Juicers

Mar 17, 2005 09:58

So the papers recently have been going on and on about baseball, and its woes concerning performance enhancing drugs (commonly called steroids). It got me to thinking about game balance. While thinking about game balance is usually only the concern of hard-core "gamers" I think it is highly applicable to sports' "doping" issues. So, to my ( Read more... )

Leave a comment

Comments 4

qedrakmar March 17 2005, 08:36:55 UTC
Odds are low that much would make it into therapeutic research, but if it's only 1 percent of a 2 billion dollar upswing in revenue, I'm for it. The downside is there could be any number of potential criminals taking them to enhance their mugging skills, etc... Now, police would have to be put on them to compensate, and it just spirals downhill until we're all shooting synthetic adrenaline into our eyeballs.

Besides, all juicers explode in 5 years...

Reply

creatrixx March 17 2005, 09:22:56 UTC
Odds are low that much would make it into therapeutic research, but if it's only 1 percent of a 2 billion dollar upswing in revenue
Well, the money is going to go to the drug companies and the vast majority of these companies (per capita) make various types of drugs, both thereputic and otherwise.

could be any number of potential criminals taking them to enhance their mugging skills
Not bloodly likely. If these drugs are being priced to sell to people like professional athletes, common criminals are not going to see them as a decent financial move... even without much thought they would just be too expensive. I'd be more worried about Joe Random frat boy who takes the drugs for college sports and ends up abusing their new found physical power. Not that college athletes don't already take performance enhancing drugs...

I really do agree with Dan and not just because I'm stuck with him and agreeing with him is a good thing for me to do. ;-)

Reply


creatrixx March 17 2005, 09:26:42 UTC
200 years ago they would have been considered giants or from some other sort of mutant race
Like your mom. But really what about the proffesional athletes of that time? The jousters. Think about those lances they had to weild. They probably would have been on steroids as well if given the option. ;-)

Reply


benana March 18 2005, 10:30:19 UTC
Athletes already have enough trouble with being different from normal people; I don't see how this would help things. Instead it would make it pretty much mandatory to take drugs with - at best - potentially harmful side effects. Even if the drug companies do start churning out their own varieties, well... let me say that as a past user of supposedly theraputic drugs, I am disappointed with the FDA's quality control. And there will always be cheaper, less safe varieties that will become easier to acquire and more popular as the demand trickles down, and people want to copy their idols, but are unable to afford the premium version.
I think that, like other celebrities, sports figures make such ridiculous amounts of money through a fluke of economics and macropsychology (if there is such a word)... but I don't know of a good way to fix it, either. I just think that their existence is an anomaly, and though your proposal would cut down on their numbers, and hopefully their popularity as well, it isn't really fair to them.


§ About this task
Would you print all of the entries exactly, please, but without their pictures?

○ ○ ○ ○

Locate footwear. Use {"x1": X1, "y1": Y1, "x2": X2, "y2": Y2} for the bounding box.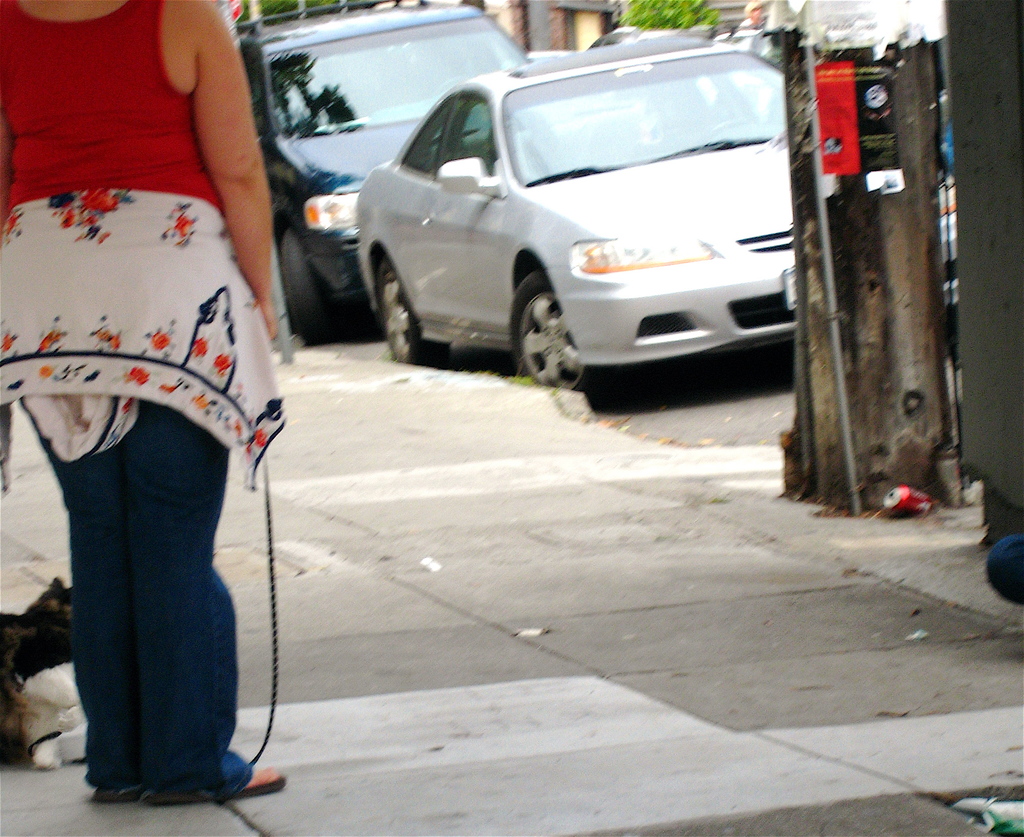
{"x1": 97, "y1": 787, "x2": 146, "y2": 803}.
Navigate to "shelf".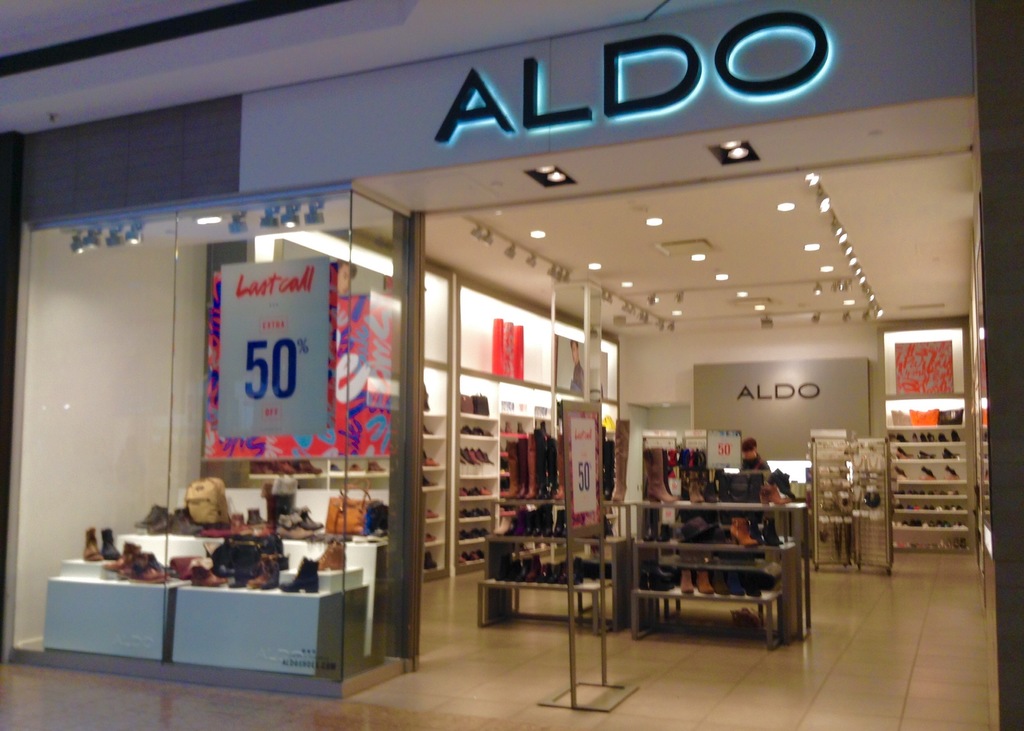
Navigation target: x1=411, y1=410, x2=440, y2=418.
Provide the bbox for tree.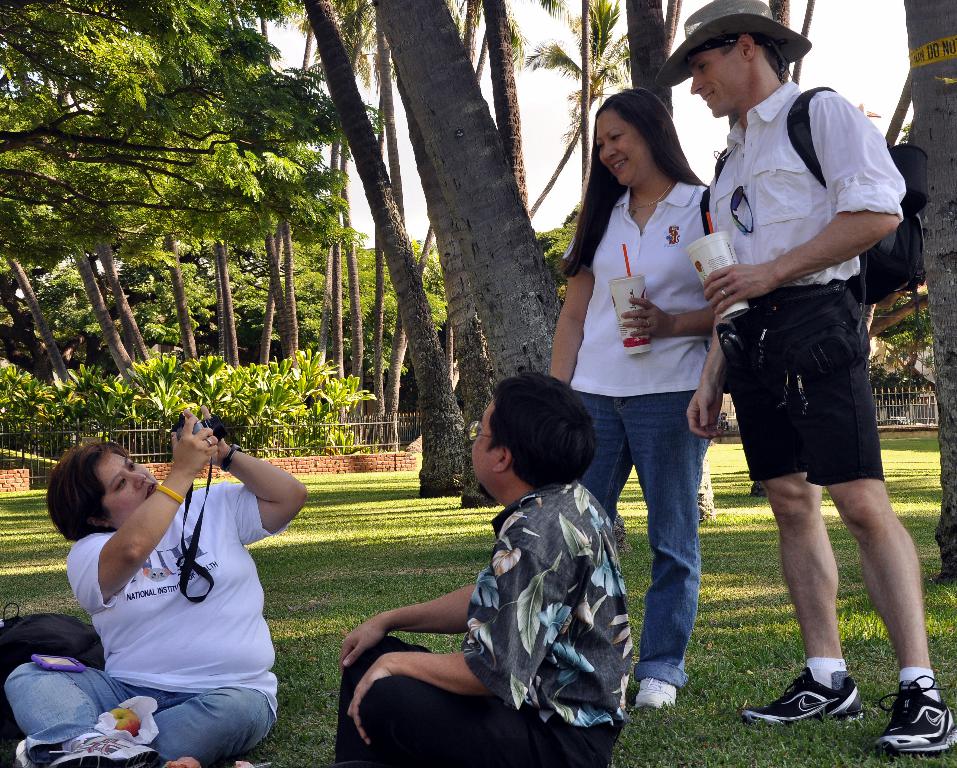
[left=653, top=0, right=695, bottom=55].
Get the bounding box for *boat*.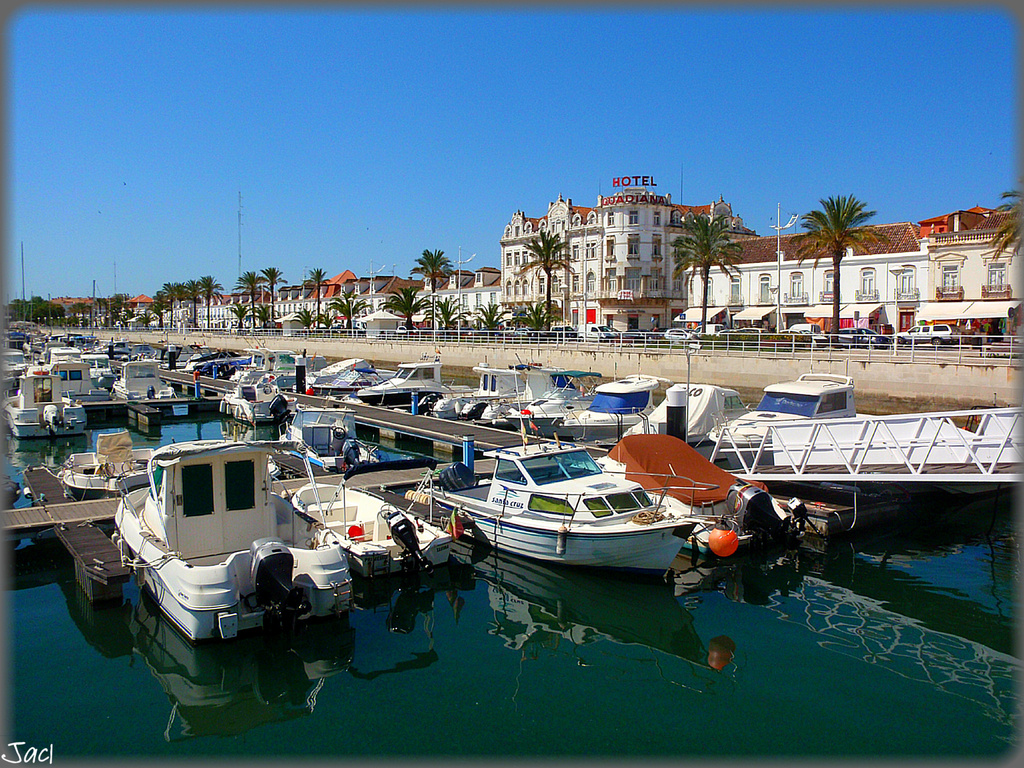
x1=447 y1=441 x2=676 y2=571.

○ ○ ○ ○

§ Answer to this exercise
Locate footwear. Use {"x1": X1, "y1": Y1, "x2": X2, "y2": Y2} for the bounding box.
{"x1": 97, "y1": 787, "x2": 146, "y2": 803}.
Navigate to "shelf".
Navigation target: x1=411, y1=410, x2=440, y2=418.
Provide the bbox for tree.
[left=653, top=0, right=695, bottom=55].
Get the bounding box for *boat*.
x1=447 y1=441 x2=676 y2=571.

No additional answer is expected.